Paid Lord Viscount Bateman, to reimburse him and the Officers and Men of the Herefordshire Militia, the extra expenses they have lately been put to, in providing accommodation for the said Militia at the time of the late Riots in this City, viz. This is an item worthy to be recorded in every publication relating to the city of Bristol, Lord Bateman was Col.
Down to the early part of the nineteenth century bonfires called Beal-fires used to be lit on Midsummer Eve all over the wolds in the East Riding of Yorkshire. In Herefordshire and Somersetshire the peasants used to make fires in the fields on Midsummer Eve "to bless the apples." In Devonshire the custom of leaping over the midsummer fires was also observed.
I am engaged to a young clergyman; and there's a living in Herefordshire near my old home that has recently fallen vacant, and if you'll give it to Alfred, why then, Lord Eldon, we shall marry before the end of the year."
He had consequently removed himself, not to Herefordshire, but to Brighton, and was now living at an hotel, almost within an hour of London. Had he been at home he certainly would not have invited Mrs. Leslie and Lady Eustace to his house.

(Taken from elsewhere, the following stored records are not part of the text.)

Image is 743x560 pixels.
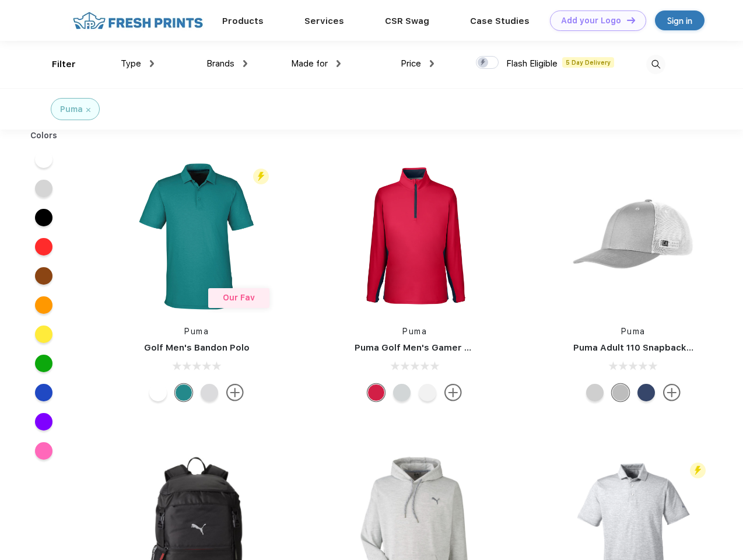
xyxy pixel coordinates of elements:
[555,158,711,313] img: func=resize&h=266
[69,10,206,31] img: fo%20logo%202.webp
[400,58,421,69] span: Price
[222,16,263,26] a: Products
[646,55,665,74] img: desktop_search.svg
[201,383,218,401] div: High Rise
[184,326,209,336] a: Puma
[393,383,411,401] div: High Rise
[506,58,557,69] span: Flash Eligible
[663,383,681,401] img: more.svg
[337,158,492,313] img: func=resize&h=266
[445,383,462,401] img: more.svg
[21,130,66,141] div: Colors
[60,103,83,116] div: Puma
[402,326,427,336] a: Puma
[621,326,646,336] a: Puma
[150,60,154,67] img: dropdown.png
[690,463,705,478] img: flash_active_toggle.svg
[291,58,328,69] span: Made for
[655,10,705,30] a: Sign in
[561,16,621,26] div: Add your Logo
[253,169,269,184] img: flash_active_toggle.svg
[223,293,255,302] span: Our Fav
[612,383,629,401] div: Quarry with Brt Whit
[175,383,193,401] div: Green Lagoon
[86,108,90,112] img: filter_cancel.svg
[149,383,167,401] div: Bright White
[627,17,635,23] img: DT
[667,14,692,27] div: Sign in
[226,383,244,401] img: more.svg
[637,383,655,401] div: Peacoat with Qut Shd
[419,383,436,401] div: Bright White
[119,158,274,313] img: func=resize&h=266
[562,57,614,67] span: 5 Day Delivery
[430,60,434,67] img: dropdown.png
[52,58,76,71] div: Filter
[385,16,429,26] a: CSR Swag
[121,58,141,69] span: Type
[586,383,603,401] div: Quarry Brt Whit
[354,343,539,353] a: Puma Golf Men's Gamer Golf Quarter-Zip
[304,16,344,26] a: Services
[144,343,250,353] a: Golf Men's Bandon Polo
[243,60,247,67] img: dropdown.png
[337,60,341,67] img: dropdown.png
[367,383,385,401] div: Ski Patrol
[206,58,234,69] span: Brands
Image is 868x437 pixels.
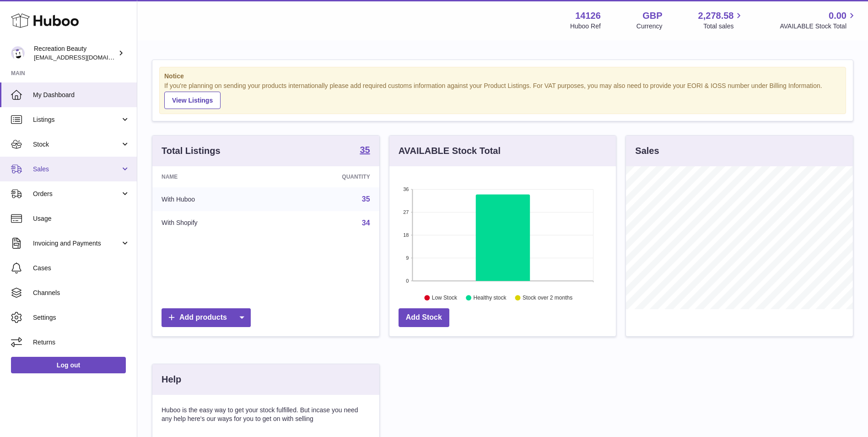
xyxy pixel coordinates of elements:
[403,209,409,215] text: 27
[11,46,24,60] img: customercare@recreationbeauty.com
[699,10,734,22] span: 2,278.58
[33,338,130,346] span: Returns
[33,165,121,173] span: Sales
[152,211,275,235] td: With Shopify
[34,44,116,62] div: Recreation Beauty
[33,239,121,248] span: Invoicing and Payments
[33,214,130,223] span: Usage
[164,82,842,109] div: If you're planning on sending your products internationally please add required customs informati...
[575,10,601,22] strong: 14126
[635,145,660,157] h3: Sales
[642,10,662,22] strong: GBP
[275,166,379,188] th: Quantity
[152,188,275,211] td: With Huboo
[161,406,371,423] p: Huboo is the easy way to get your stock fulfilled. But incase you need any help here's our ways f...
[523,295,573,301] text: Stock over 2 months
[161,145,221,157] h3: Total Listings
[406,255,409,260] text: 9
[164,92,221,109] a: View Listings
[571,22,601,31] div: Huboo Ref
[362,218,371,227] a: 34
[33,264,130,273] span: Cases
[33,115,121,124] span: Listings
[360,145,370,156] a: 35
[699,10,745,31] a: 2,278.58 Total sales
[473,295,506,301] text: Healthy stock
[432,295,458,301] text: Low Stock
[704,22,745,31] span: Total sales
[33,91,130,100] span: My Dashboard
[11,357,126,374] a: Log out
[829,10,847,22] span: 0.00
[161,374,181,385] h3: Help
[33,189,121,199] span: Orders
[780,10,857,31] a: 0.00 AVAILABLE Stock Total
[406,278,409,284] text: 0
[403,187,409,192] text: 36
[360,145,370,154] strong: 35
[33,141,121,149] span: Stock
[34,53,135,61] span: [EMAIL_ADDRESS][DOMAIN_NAME]
[33,288,130,297] span: Channels
[780,22,857,31] span: AVAILABLE Stock Total
[164,72,842,81] strong: Notice
[362,195,371,203] a: 35
[637,22,663,31] div: Currency
[399,145,501,157] h3: AVAILABLE Stock Total
[152,166,275,188] th: Name
[33,314,130,322] span: Settings
[161,308,251,327] a: Add products
[399,308,449,327] a: Add Stock
[403,232,409,238] text: 18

There was a remarkable virility about him, he was tender-hearted to a degree, he had more than his share of brains. It was intolerable that such a person should be so silly. She wondered what sorrow would do for him. She had come down from Scotland the night before, and down here to Herefordshire this morning; she had not then yet seen him; and he was now at the funeral....

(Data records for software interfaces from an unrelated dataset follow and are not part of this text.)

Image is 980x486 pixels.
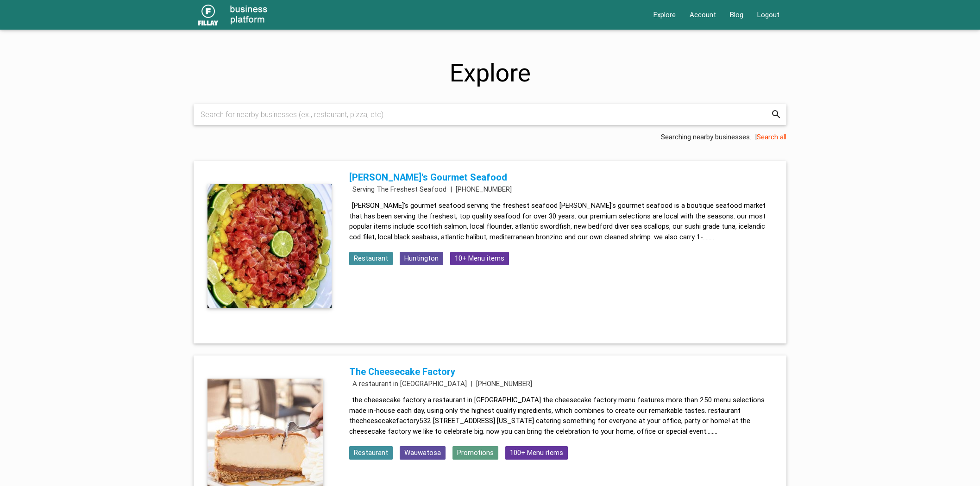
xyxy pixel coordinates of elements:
a: The Cheesecake Factory [349,366,455,377]
p: A restaurant in [GEOGRAPHIC_DATA] | [PHONE_NUMBER] [349,379,778,389]
div: Promotions [452,447,498,460]
div: 10+ Menu items [450,252,509,265]
a: [PERSON_NAME]'s Gourmet Seafood [349,171,507,183]
div: Restaurant [349,252,393,265]
a: Search all [757,133,786,141]
div: 100+ Menu items [505,447,568,460]
div: Wauwatosa [400,447,446,460]
p: [PERSON_NAME]'s gourmet seafood serving the freshest seafood [PERSON_NAME]'s gourmet seafood is a... [349,200,778,243]
p: Serving The Freshest Seafood | [PHONE_NUMBER] [349,184,778,195]
div: Restaurant [349,447,393,460]
input: Search for nearby businesses (ex., restaurant, pizza, etc) [194,104,814,125]
p: Searching nearby businesses. | [194,132,786,143]
i: search [771,109,782,120]
div: Huntington [400,252,443,265]
p: the cheesecake factory a restaurant in [GEOGRAPHIC_DATA] the cheesecake factory menu features mor... [349,395,778,436]
h2: Explore [194,60,786,87]
img: hdirs2r0ykn0a811i44waju3c.jpg [208,184,332,308]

J.N.B. Hewitt, "New Fire among the Iroquois," The American Anthropologist, ii. p. 319. J. Grimm, Deutsche Mythologie,* i. 507. See above, p. 290. W. Henderson, op. cit. pp. 148 sq. Rev. The diabolical nature of the toad probably explains why people in Herefordshire think that if you wear a toad's heart concealed about your person you can steal to your heart's content without being found out.

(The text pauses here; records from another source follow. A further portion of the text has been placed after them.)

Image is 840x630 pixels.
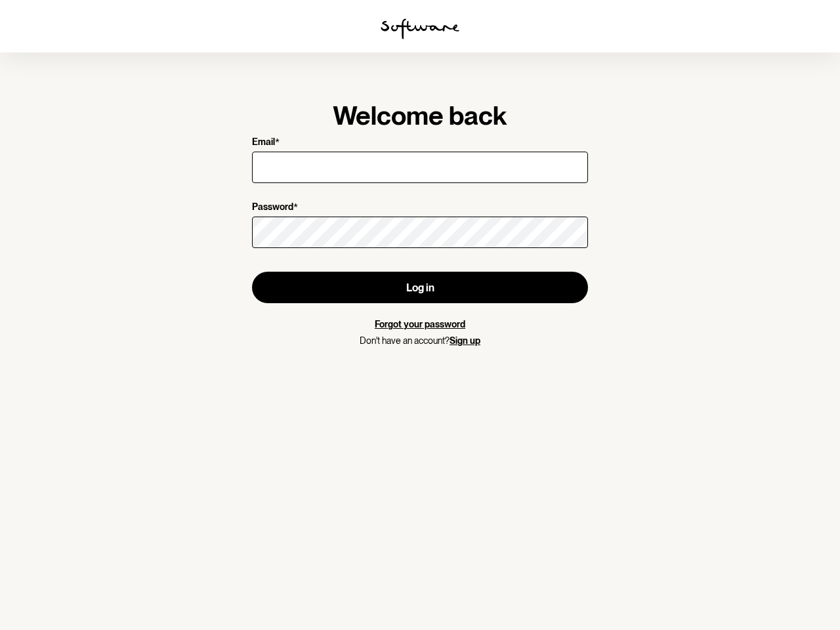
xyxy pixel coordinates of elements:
p: Don't have an account? [252,335,588,347]
h1: Welcome back [252,99,588,131]
p: Password [252,202,294,214]
img: software logo [381,19,459,39]
a: Sign up [450,335,480,346]
a: Forgot your password [374,319,466,330]
button: Log in [252,271,588,303]
p: Email [252,137,275,149]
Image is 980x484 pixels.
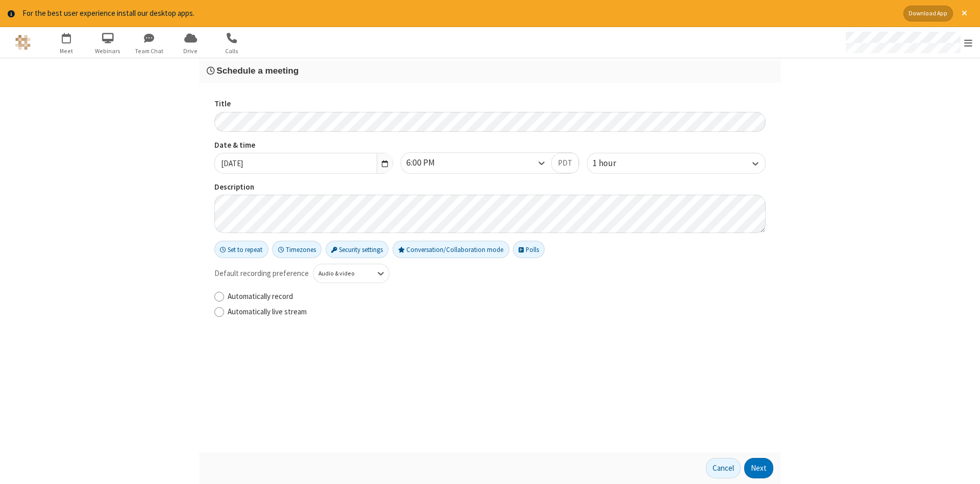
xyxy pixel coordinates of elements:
span: Meet [47,47,86,55]
button: Set to repeat [215,241,268,258]
img: QA Selenium DO NOT DELETE OR CHANGE [15,35,31,50]
span: Calls [213,47,251,55]
label: Automatically record [227,291,765,302]
span: Webinars [89,47,127,55]
button: Security settings [325,241,389,258]
span: Schedule a meeting [217,65,299,75]
span: Drive [171,47,210,55]
button: PDT [551,152,579,173]
button: Next [744,457,773,478]
label: Description [215,181,765,193]
div: 6:00 PM [406,156,452,169]
div: Open menu [836,27,980,57]
label: Title [215,98,765,110]
span: Team Chat [131,47,168,55]
button: Conversation/Collaboration mode [393,241,509,258]
button: Cancel [706,457,741,478]
button: Polls [513,241,545,258]
label: Automatically live stream [227,306,765,318]
span: Default recording preference [215,267,309,279]
div: 1 hour [592,156,633,170]
button: Timezones [272,241,321,258]
div: Audio & video [318,269,367,278]
button: Download App [903,6,952,22]
label: Date & time [215,140,393,151]
button: Logo [4,27,42,57]
button: Close alert [956,6,972,22]
div: For the best user experience install our desktop apps. [23,8,896,20]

Some early tapestry maps are numbered among the educational curios in which samplers are so prominent. The Yorkshire Philosophical Society own two unique specimens of sixteenth-century tapestry, formerly in the possession of Horace Walpole. They measure about 16 ft. by 12 ft., the sections including Herefordshire, Shropshire, Gloucestershire, Oxfordshire, and a part of Berkshire.
Even more graphically drawn is the islander he met in the Bernese Oberland, who appeared to regard the peak of the Jungfrau with contempt, as if it did very well for Switzerland; and who, when his attention was called to a singularly beautiful effect upon a mountain top, began to tell how cheap mutton was in Herefordshire. Nor were many of his general remarks flattering.
Whether Whigs or Tories, Protestants or Jesuits were uppermost, the grazier drove his beasts to market, the grocer weighed out his currants, the draper measured out his broadcloth, the hum of buyers and sellers was as loud as ever in the towns, the harvest-time was celebrated as joyously as ever in the hamlets, the cream overflowed the pails of Cheshire, the apple juice foamed in the presses of Herefordshire, the piles of crockery glowed in the furnaces of the Trent, and the barrows of coal rolled fast along the timber railways of the Tyne.